Home isn’t our Dublin house, which we bought in 2007; although we loved it, had become a source of financial stress rather than a place of refuge. It’s not my parents’ home, which I haven’t lived in since I was 17. It’s not – as much as I miss it – our lovely, light-filled rented house surrounded by ancient eucalyptus trees near Balmoral Beach in Sydney.

My notion of what home means roams around and fixates on disparate things. The pier in Dún Laoghaire harbour under a heavy grey sky. The Morning Ireland jingle and Cathal MacCoille's implacable voice cutting through the morning rush. A brown scone with raspberry jam and a mug of warm tea in Simon's Place on South Great George's Street. The sense of anticipation on Grafton Street before the shops open. The lights from the Quay on the river coming across the bridge into Waterford. The cries of the gannets in Dunmore East. 99s from Dingley's. Nativity plays. The easy shorthand Irish people adopt with one another. The "howeryes" and "mighty craics" and "sure you wouldn't be up to its" and the "sorry for your troubles". Friends. Family.

Home, I’m discovering, isn’t determined by an address or what it says on your passport. It may not be a physical place. It’s where your family is, of course, but it’s also the sum of your experiences and memories; the fragments of sounds and smells and feelings that you carry with you. I may have emigrated – I’m ready to say that now – but I haven’t left home.

What will Obama do next? Go back to student life, apparently

Just over six months into our new lives in California, I ticked off a significant item on my US bucket list last week: I saw Barack Obama speak live. The occasion was the White House summit on cybersecurity at Stanford University, but honestly, I’d have turned up to see him read aloud from a washing machine manual. I wasn’t disappointed: he is still capable of electrifying a room. Although the main thrust of his speech was on the threat from hackers and the need for a consumer bill of rights, the subtext was that he is thinking about the next chapter.

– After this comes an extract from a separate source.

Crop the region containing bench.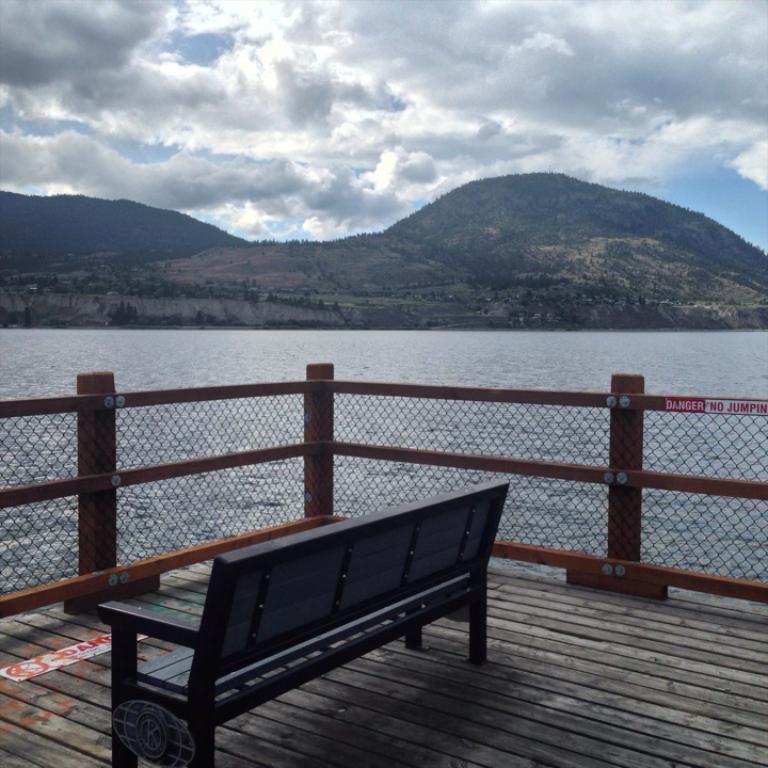
Crop region: box=[73, 527, 503, 759].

“Shortly after I took office, before I had grey hair . . . ” he joked at one point. At another, he referred to himself as “somebody who deeply values his privacy and his family’s privacy” and mentioned that he “will be a private citizen again”. He also joked about wanting to go back to being a student himself. Of all the things the future might hold, I doubt baked-bean dinners and three-bar heaters will be part of it.